The rush has begun to accelerate Wayne Rooney's return to a television studio. After his brief spell in charge of Plymouth Argyle came to its predictable end on Tuesday morning, he is being told he has blown his chance to manage and should give it up.
Maybe you're willing to listen. The final stages of his time at Home Park took on a fairly heavy-handed tone, complete with the usual off-stage noises about his social life and the challenges of being separated from his family, who live near Manchester.
I hope you don't listen. I hope someone gives him another chance in management, whatever the level, because someone with his experience, someone with his ability as a player, someone with his prestige in the game and someone with his generosity of spirit and empathy can enrich our game. .
Maybe I say that because I spent some time with him when he was in charge of Derby County and saw him working miracles at the club to keep them in the Championship during a season when they were beset by crippling financial problems. It's hard not to feel that a man like Rooney still has a lot to give.

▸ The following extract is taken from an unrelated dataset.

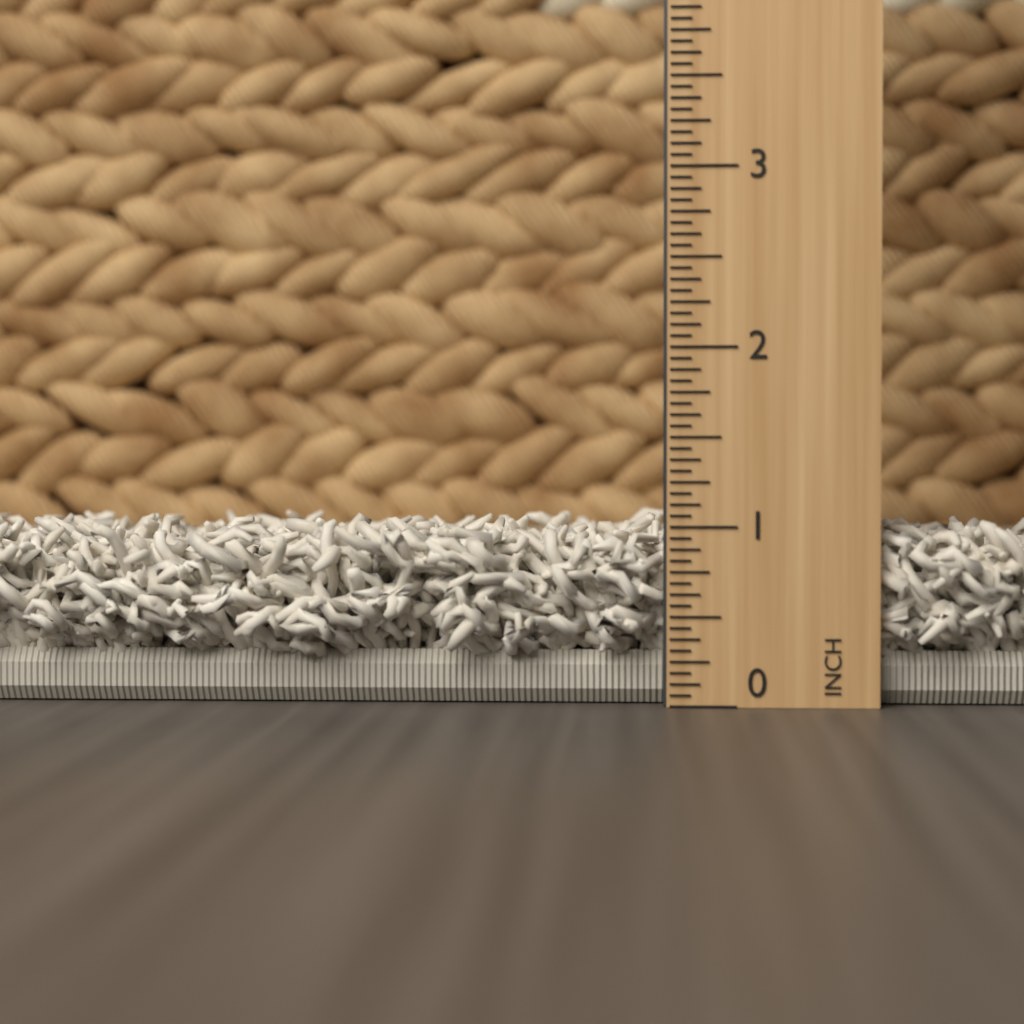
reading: 1.0625 in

If this happens, it will be further down the leagues. Or maybe it's somewhere abroad. That's the reality of management when you've struck out twice in your last two jobs. But he's not even 40 yet. He's still learning. Why shouldn't I go that route?
He has talent for work. His time at Pride Park proved that. That was as far from a silver spoon task as you could get and Rooney thrived on it. It could thrive again somewhere else.

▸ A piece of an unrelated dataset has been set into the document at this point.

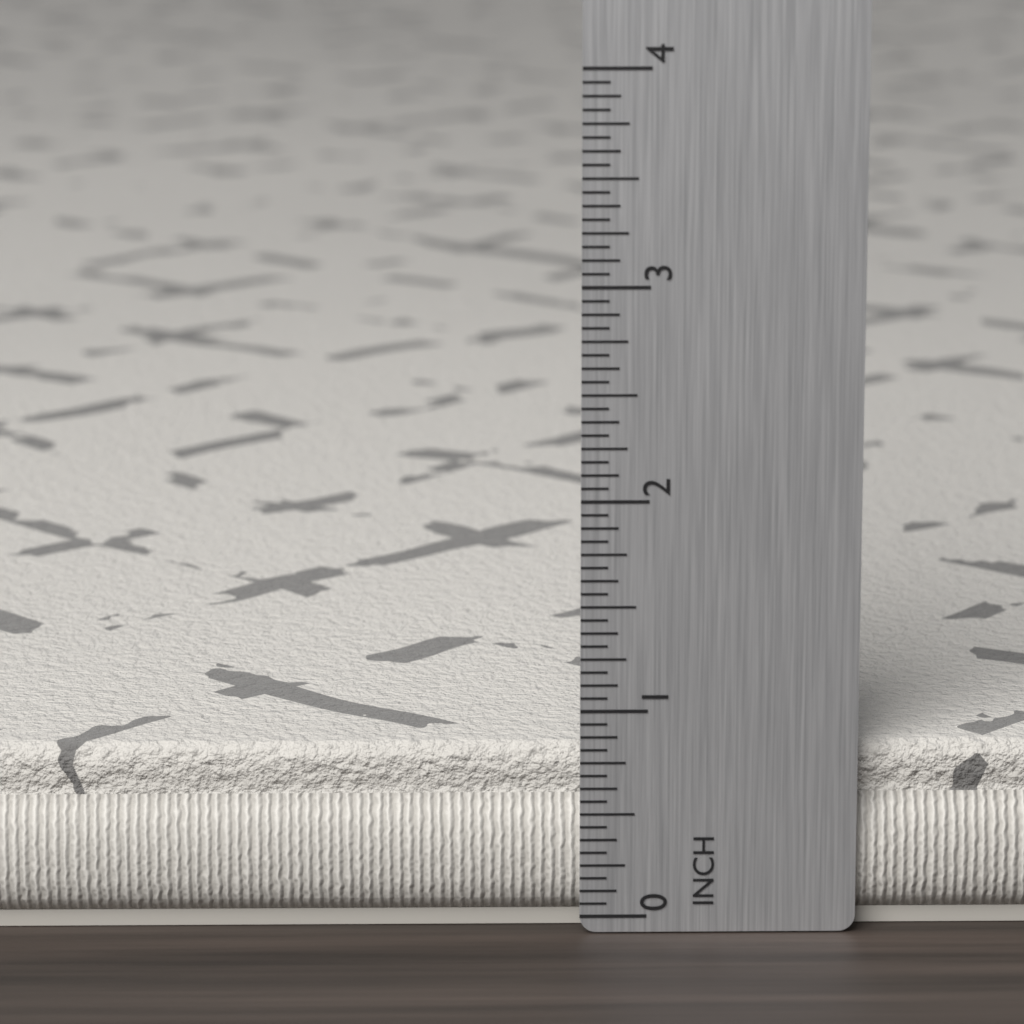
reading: 0.8125 in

Wayne Rooney has managerial talent despite his sacking from Plymouth
The work he did at Derby County in difficult circumstances shows he has what it takes to succeed.
But we shouldn't sugarcoat things: his time at Birmingham was an absolute disaster and his time at Plymouth wasn't much better.
Maybe being on Sky Sports or the BBC would scratch the itch when it comes to staying in the game. But maybe it wouldn't be like that. Football is all he has ever known and it seems the height of arrogance for people to tell him that he no longer has a place in it.
If you know anything about Rooney, you know he needs the game. If you have read anything about him, you will know that it was difficult for him to face the downturns of his career at Manchester United and he locked himself in a room in his house, drinking and not seeing the light.
He too will suffer now. Wealth does not protect from that kind of despair, as many still seem to think it should. The game is Rooney's soul and he has much more to give back.
Look, it's always a pleasure to visit Home Park. A lovely stadium with a great atmosphere and one of the best fan bases in the game, in a beautiful part of the country, and something that makes it feel like an independent football republic within our four main divisions.
But while they are a good club that often goes above and beyond, let's not pretend that Rooney was handed the keys to the kingdom when he was appointed Argyle manager in the summer.
Argyle are a proud club, but they narrowly escaped relegation from the Championship last season and this season, it was always going to be a struggle to keep them that way, whether it was one of England's best former players in charge or anyone else.
Rooney was unsuccessful at Plymouth and it was no surprise when Argyle announced they had parted ways with him on Tuesday morning with the club entrenched at the bottom of the table and four points from safety.
But while some chose to sum up his time in charge with language that suggested he had brought the apocalypse with him to the West Country, it is not as if he brought down Manchester United like Ruben Amorim is doing.
I admire him for taking on difficult jobs and not falling for the expert's easy option.
He needs football, it is his soul, and he still has a lot to give back to it.
Plymouth is last in the championship, but only survived on the final day of 2023-24.
Rooney can still find success despite another managerial disaster, writes Oliver Holt
He didn't have the experience or management know-how to create the kind of spark that a habitual underdog like Plymouth needs to thrive, the kind of spark that Neil Warnock lit with the Green Army long ago, the kind of spark that Ryan Lowe and Steven Schumacher fanned the flames more recently.
But it seems to be a particularly English phenomenon to greet the failure of some of our best players to succeed in management with sheer glee and proclaim that, because of his failure at Plymouth, Rooney should abandon all hope of ever becoming boss again. .
Rooney has managed management the hard way. He has been fed on scraps since he retired as a player. And even if he should be forgotten now, the reality is that he did an extraordinary job in desperately difficult circumstances when he was in his first role as Derby County boss.
Derby were crippled by financial problems when Rooney was there but, with the help of talented manager Liam Rosenior, he kept them afloat in the Championship for longer than many others could have.
His reign at Birmingham City was practically an unmitigated disaster. Many managers have one of those spells on their resume. His stay there was born on a bad note when the club sacked a popular manager, John Eustace, when the club was flying. Rooney was never able to overcome that obstacle and the club's fortunes soared.
There's no point in sugarcoating that. It also makes no sense to say that because it didn't work there or in Plymouth, it can never work for him anywhere else again.
I admire Rooney for trying. I admire him for not taking the easy option and sitting in a warm studio. I admire him for putting himself out there, in jobs where he knows the odds are against him, in jobs where he knows his detractors will come after him and try to prove himself.
He doesn't need the money but he does need the game. I hope you don't turn your back on him.